ETD

Archivio digitale delle tesi discusse presso l'Università di Pisa

Tesi etd-11212018-174046


Tipo di tesi
Tesi di laurea magistrale
Autore
FERRI, GIULIA
Indirizzo email
giulia.ferri91@yahoo.it
URN
etd-11212018-174046
Titolo
Hypervising of hardware-based control flow integrity for ARM platforms
Dipartimento
INGEGNERIA DELL'INFORMAZIONE
Corso di studi
EMBEDDED COMPUTING SYSTEMS
Relatori
relatore Prof. Buttazzo, Giorgio C.
relatore Dott. Biondi, Alessandro
tutor Ing. Cicero, Giorgiomaria
Parole chiave
  • embedded systems
  • ARM
  • hypervisor
  • security
  • virtualization
  • Trustzone
Data inizio appello
11/12/2018
Consultabilità
Non consultabile
Data di rilascio
11/12/2088
Riassunto
Embedded systems are being adopted in applications requiring mixed levels of criticality and security, thus making them more susceptible to malicious cyber attacks. Due to resource constraints, classical IT solutions cannot be typically implemented on embedded platforms. Moreover, since the programming languages mostly used for these systems are unsafe by construction, code injection attacks and/or code reuse attacks (CRAs) become
more feasible. Although code injection attacks can be mitigated, CRAs, such as return-oriented programming (ROP) and jump-oriented programming (JOP), can still succeed.
Control-Flow Integrity (CFI) is one of the most used family of techniques to prevent CRAs by monitoring the execution flow of the program.
This thesis focuses on a hardware-based CFI solution, provided by the ARMv8.3-A architecture, namely Pointer Authentication Code (PAC), and investigates on the possible approaches to integrate said technique with virtualization mechanisms, at the aim to safely managing and monitoring it.
Pointer Authentication technique prevents control flow hijacking by protecting the integrity of code pointers at run-time by means of short Message Authentication Codes (MAC).
This code is embedded into each pointer and used for verifying its integrity before usage.

In particular, this work aims at (i) leveraging the hardware-based isolation offered by the ARM TrustZone
technology to achieve a successful key management, (ii) providing an attack detection allowing application-dependent reactions, and (iii) emulating the behaviour of PAC via software and/or hardware accelerations for architectures that do not dispose of hardware-based supports for CFI.

The implementation and the investigations carried out during this work revealed interesting insights but also crucial limitations. It emerged that the Armv8.3-A architecture allows hypervising PAC with limited effort thanks to the available hardware-based support, while detecting an attack is hard to realize without introducing non-trivial run-time overhead.
Finally, emulate the behaviour of PAC via software leads to performance degradation when adopting.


### WHAT YOU WILL DO
When you reach the records below, output every one exactly as written but leave out any pictures.

### EXTRACTED DATA

------------------------

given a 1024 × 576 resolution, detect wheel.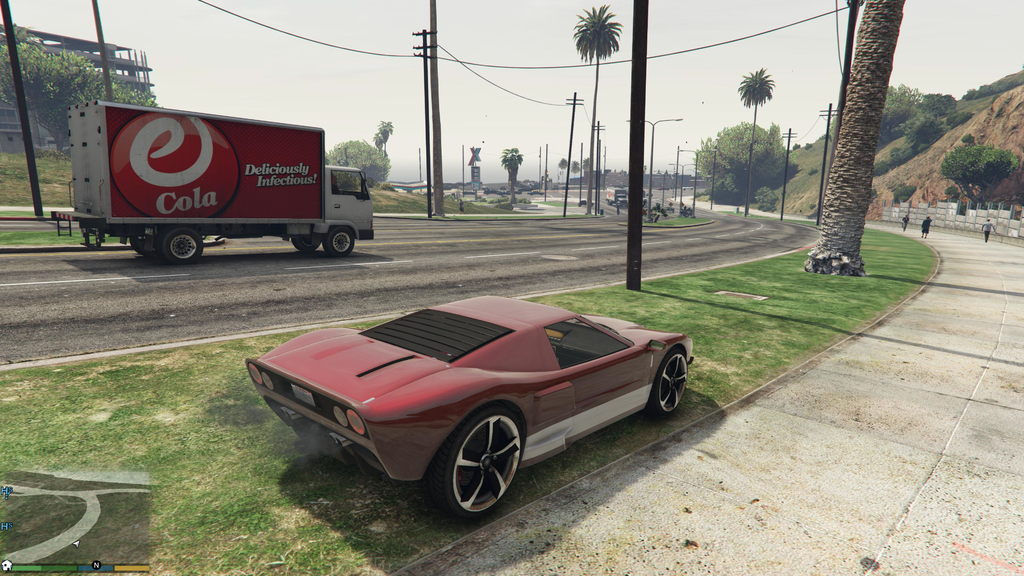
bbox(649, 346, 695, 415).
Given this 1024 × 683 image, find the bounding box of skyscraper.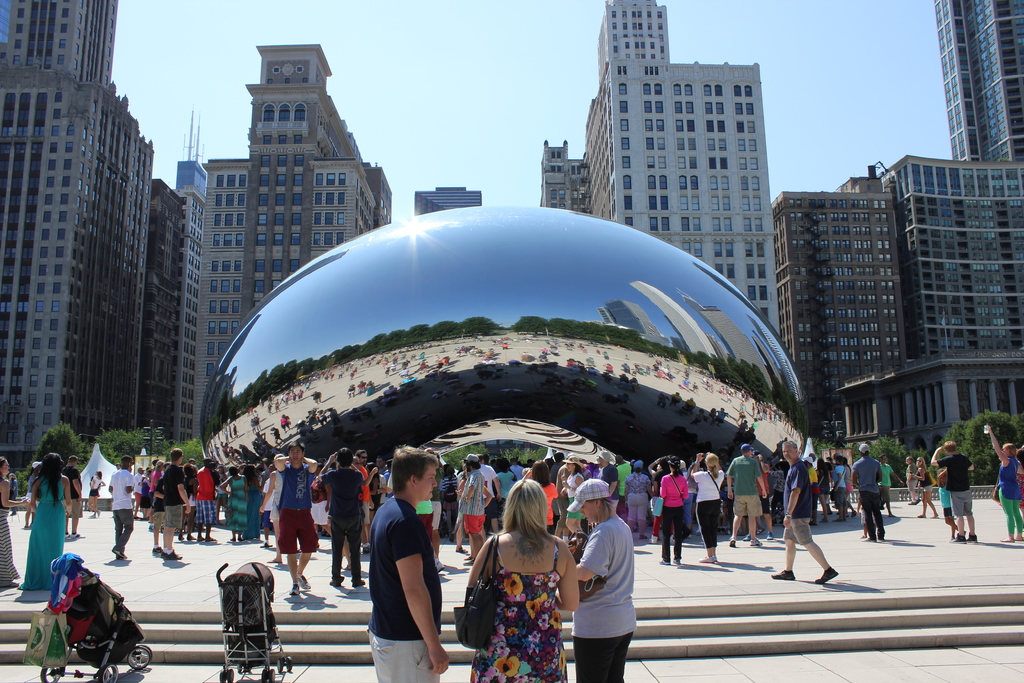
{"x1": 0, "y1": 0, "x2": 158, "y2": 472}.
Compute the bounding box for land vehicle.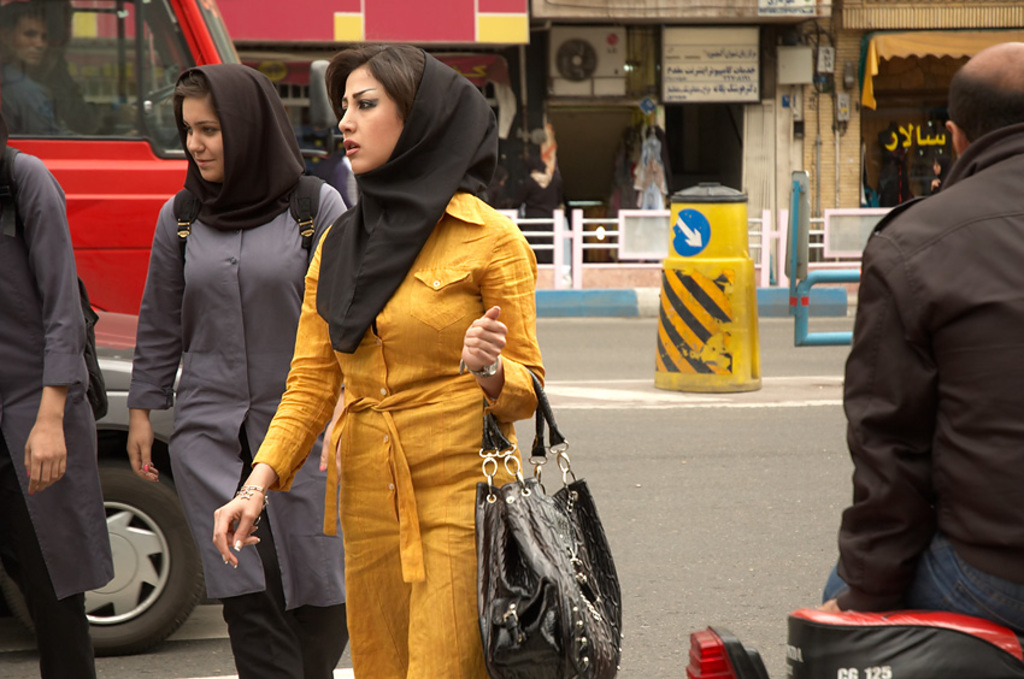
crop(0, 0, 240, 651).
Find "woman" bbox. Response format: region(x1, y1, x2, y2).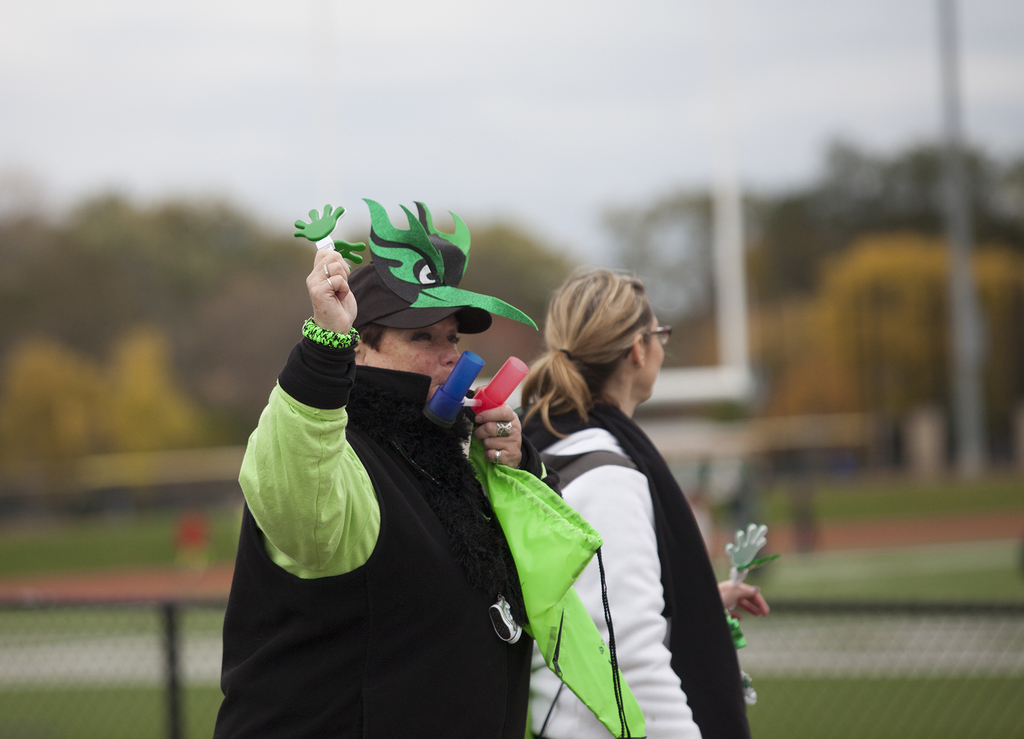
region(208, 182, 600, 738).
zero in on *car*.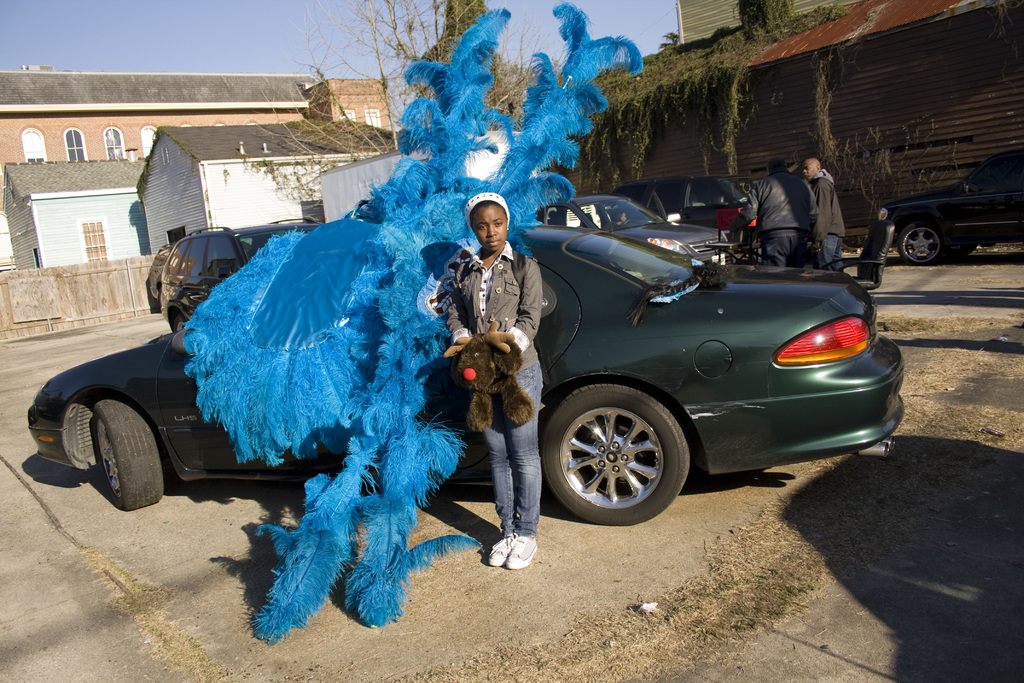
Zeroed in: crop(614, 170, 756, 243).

------------------------

### FINISHED TASK
given a 1024 × 576 resolution, detect wheel.
bbox(649, 346, 695, 415).
Given this 1024 × 683 image, find the bounding box of skyscraper.
{"x1": 0, "y1": 0, "x2": 158, "y2": 472}.
Compute the bounding box for land vehicle.
crop(0, 0, 240, 651).
Find "woman" bbox. Response format: region(x1, y1, x2, y2).
region(208, 182, 600, 738).
zero in on *car*.
Zeroed in: crop(614, 170, 756, 243).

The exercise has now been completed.